Raad van Europa: minister-president Thaci van Kosovo is leider van een criminele bende actief in heroïne en orgaanhandel (en)
EUOBSERVER / BRUSSELS - The Council of Europe has said the prime minister of Kosovo, Hashim Thaci, is the head of a criminal gang involved in heroin trafficking and organ harvesting, accusing him of personally carrying out "assassinations".
The report, by Swiss politician Dick Marty, was published on Tuesday and is based on a two-year-long investigation which saw him travel to Belgrade, Pristina and Tirana to interview judicial authorities, politicians, NGOs, international bodies and US intelligence services. Mr Marty is due to present his findings at the Council of Europe in Strasbourg on Thursday.
The report explains that Mr Thaci's links to organised crime date back to 1998, when the Thaci-loyal Drenica Group took over the Kosovo Libaration Army and related Kosovar-Albanian criminal enterprises in the region.
"In confidential reports spanning more than a decade, agencies dedicated to combating drug smuggling in at least five countries have named Hashim Thaçi and other members of his Drenica Group as having exerted violent control over the trade in heroin and other narcotics," it says.
"Thaci and these other Drenica Group members are consistently named as 'key players' in intelligence reports on Kosovo's mafia-like structures of organised crime. I have examined these diverse, voluminous reports with consternation and a sense of moral outrage."
The report names Mr Thaci and four other Drenica members as having personally taken part in "assassinations, detentions, beatings and interrogations".

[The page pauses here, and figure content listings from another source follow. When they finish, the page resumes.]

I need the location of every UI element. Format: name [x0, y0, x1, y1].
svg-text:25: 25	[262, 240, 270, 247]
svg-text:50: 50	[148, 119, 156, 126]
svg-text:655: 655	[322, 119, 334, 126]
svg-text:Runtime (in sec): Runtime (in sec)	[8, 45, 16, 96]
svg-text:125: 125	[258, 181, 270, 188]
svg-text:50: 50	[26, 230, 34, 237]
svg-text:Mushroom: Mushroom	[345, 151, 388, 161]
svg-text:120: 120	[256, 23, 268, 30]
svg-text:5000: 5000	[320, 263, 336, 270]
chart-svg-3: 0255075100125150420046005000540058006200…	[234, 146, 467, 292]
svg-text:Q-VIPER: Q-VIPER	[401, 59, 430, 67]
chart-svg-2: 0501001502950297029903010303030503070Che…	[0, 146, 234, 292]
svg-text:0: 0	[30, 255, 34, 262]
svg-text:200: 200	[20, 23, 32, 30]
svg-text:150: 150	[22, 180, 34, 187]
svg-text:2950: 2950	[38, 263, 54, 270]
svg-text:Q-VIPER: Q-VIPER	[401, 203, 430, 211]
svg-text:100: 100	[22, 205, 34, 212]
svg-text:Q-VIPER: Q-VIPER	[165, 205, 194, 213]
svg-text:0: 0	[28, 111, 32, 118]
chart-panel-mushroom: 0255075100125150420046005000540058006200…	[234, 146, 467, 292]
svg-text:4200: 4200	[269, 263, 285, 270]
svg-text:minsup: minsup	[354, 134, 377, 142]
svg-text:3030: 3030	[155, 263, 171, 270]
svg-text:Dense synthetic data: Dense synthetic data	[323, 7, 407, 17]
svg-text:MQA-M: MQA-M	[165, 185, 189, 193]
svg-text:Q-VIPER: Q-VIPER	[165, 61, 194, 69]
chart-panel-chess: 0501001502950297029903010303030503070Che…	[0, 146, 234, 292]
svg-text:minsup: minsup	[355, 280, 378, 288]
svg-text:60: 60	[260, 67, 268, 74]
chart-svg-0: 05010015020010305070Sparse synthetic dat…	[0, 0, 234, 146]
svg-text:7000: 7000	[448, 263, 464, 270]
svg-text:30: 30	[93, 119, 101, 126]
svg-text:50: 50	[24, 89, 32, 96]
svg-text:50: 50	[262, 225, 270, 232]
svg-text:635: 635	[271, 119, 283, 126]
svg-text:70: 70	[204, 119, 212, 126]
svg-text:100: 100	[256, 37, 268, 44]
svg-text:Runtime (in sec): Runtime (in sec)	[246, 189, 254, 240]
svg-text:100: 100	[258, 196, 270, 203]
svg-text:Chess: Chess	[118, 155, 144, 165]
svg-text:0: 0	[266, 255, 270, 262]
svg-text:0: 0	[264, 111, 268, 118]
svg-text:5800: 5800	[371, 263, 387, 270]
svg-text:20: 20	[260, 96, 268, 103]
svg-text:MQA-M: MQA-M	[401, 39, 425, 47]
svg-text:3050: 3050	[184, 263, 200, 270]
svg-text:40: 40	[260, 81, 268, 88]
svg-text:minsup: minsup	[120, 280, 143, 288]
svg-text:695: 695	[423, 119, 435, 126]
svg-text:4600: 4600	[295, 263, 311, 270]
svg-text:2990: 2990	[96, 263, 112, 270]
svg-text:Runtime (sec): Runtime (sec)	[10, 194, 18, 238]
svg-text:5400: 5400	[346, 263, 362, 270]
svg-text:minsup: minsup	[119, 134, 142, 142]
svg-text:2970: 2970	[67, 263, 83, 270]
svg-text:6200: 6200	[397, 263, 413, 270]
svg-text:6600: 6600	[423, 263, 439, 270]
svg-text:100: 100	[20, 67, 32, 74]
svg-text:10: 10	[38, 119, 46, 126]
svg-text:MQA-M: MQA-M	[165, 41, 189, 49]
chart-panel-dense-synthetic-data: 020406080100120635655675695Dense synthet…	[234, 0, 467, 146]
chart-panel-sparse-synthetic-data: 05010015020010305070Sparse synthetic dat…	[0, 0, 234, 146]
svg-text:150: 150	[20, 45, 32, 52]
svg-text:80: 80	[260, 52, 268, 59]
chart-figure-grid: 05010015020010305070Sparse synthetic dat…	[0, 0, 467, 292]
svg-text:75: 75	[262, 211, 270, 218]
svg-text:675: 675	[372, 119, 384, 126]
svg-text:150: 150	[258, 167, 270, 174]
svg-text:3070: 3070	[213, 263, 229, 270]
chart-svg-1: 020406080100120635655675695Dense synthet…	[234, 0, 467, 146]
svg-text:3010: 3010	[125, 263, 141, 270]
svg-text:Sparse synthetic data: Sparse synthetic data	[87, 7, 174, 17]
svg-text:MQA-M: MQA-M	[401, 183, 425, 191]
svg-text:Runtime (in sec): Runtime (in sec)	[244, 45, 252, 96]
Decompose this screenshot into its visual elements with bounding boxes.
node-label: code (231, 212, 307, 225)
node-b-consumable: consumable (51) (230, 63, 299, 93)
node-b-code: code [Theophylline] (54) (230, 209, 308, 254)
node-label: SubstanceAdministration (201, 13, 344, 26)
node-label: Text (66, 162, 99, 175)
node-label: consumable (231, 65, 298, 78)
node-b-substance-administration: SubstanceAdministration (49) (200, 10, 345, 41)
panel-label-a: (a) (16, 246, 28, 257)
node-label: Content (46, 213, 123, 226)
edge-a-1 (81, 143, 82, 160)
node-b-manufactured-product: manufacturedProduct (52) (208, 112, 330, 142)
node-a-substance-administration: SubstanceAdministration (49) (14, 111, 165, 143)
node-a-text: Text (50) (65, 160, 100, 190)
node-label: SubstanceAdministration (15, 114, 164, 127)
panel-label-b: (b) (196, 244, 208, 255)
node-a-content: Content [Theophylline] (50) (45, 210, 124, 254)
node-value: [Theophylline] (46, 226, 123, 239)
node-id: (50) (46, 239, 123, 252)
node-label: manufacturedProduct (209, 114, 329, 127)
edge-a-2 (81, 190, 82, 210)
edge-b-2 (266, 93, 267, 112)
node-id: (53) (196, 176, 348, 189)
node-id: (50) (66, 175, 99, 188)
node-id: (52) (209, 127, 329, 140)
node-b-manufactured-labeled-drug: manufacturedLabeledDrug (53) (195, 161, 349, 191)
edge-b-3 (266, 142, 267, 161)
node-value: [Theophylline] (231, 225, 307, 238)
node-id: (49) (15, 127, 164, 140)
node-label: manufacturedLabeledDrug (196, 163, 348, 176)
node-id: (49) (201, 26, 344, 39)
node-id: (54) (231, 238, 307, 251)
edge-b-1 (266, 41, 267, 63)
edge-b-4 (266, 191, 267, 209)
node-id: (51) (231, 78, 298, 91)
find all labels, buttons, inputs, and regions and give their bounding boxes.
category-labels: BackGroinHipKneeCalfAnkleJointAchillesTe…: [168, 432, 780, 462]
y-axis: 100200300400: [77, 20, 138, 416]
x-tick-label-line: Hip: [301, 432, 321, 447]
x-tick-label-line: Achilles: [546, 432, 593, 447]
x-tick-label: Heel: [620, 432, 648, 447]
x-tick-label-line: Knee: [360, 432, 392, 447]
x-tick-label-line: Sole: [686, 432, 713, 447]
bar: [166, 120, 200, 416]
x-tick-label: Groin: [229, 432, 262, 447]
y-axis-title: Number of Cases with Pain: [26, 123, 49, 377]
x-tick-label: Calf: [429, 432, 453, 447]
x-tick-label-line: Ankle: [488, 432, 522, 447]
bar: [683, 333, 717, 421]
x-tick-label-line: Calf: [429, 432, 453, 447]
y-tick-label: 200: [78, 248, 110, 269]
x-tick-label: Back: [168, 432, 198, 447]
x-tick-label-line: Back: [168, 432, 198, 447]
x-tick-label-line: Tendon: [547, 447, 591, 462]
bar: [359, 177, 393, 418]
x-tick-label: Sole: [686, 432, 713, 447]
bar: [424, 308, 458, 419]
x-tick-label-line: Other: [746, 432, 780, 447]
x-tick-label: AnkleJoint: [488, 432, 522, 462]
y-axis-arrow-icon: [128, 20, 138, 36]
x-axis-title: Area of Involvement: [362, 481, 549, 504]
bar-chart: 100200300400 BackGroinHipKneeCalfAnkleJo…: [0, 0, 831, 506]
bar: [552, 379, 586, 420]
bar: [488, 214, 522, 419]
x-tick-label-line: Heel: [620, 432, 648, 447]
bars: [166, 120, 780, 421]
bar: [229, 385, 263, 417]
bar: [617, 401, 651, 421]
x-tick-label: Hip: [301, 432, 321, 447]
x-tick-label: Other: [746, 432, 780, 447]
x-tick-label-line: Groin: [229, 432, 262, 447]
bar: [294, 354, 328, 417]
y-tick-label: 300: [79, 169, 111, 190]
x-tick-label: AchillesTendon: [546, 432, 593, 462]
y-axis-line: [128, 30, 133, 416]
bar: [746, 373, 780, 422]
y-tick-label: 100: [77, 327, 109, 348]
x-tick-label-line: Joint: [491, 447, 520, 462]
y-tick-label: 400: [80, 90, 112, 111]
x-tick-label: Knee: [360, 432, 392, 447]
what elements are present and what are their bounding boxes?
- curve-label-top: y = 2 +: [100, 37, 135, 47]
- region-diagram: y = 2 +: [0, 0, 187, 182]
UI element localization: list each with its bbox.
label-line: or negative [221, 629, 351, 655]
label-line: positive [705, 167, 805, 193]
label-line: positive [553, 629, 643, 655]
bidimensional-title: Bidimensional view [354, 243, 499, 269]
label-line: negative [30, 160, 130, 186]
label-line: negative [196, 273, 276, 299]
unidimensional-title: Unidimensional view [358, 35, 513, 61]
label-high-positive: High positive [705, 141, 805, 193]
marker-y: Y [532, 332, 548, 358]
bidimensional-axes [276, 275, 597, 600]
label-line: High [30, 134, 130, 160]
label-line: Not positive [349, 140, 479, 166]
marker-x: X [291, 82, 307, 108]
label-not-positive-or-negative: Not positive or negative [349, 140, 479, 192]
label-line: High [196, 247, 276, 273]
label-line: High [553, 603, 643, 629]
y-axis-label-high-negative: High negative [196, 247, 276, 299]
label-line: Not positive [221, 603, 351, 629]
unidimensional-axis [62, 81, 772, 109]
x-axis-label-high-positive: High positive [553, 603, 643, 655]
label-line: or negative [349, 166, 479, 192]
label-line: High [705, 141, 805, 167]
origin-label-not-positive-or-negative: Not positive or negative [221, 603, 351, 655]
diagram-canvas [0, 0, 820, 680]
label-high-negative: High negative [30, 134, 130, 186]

On organ harvesting, it says Drenica had responsibility over a prison-like base in Tirana in which guards murdered ethnic Serb prisoners in order to cut out and sell their kidneys on the black market: "As and when the transplant surgeons were confirmed to be in position and ready to operate, the captives were brought out of the 'safe house' individually, summarily executed by a KLA gunman, and their corpses transported swiftly to the operating clinic."
Mr Marty also accuses Western powers, such as the EU, of not having done enough to investigate ethnic-Albanian war-era crimes in the interests of preserving stability in the fractious region. There has been "faltering political will on the part of the international community to effectively prosecute the former leaders of the KLA," he said.
The bombshell comes 48 hours after Mr Thaci on Sunday claimed victory in Kosovo's first-ever parliamentary elections in a vote marred by allegations of fraud.
On Monday, the EU welcomed the peaceful way in which the elections had been conducted. High representative Catherine Ashton i and enlargement commissioner Stefan Fule i congratulated the Kosovar people and authorities for "the calm and orderly manner" in which the ballot was held.
Kosovo and Serbia had not yet reacted to the findings on Tuesday evening. But if Mr Thaci holds on to power, the Marty report could also have an impact on the success of EU-mediated Kosovo-Serbia talks on the final status of Kosovo due to start shortly.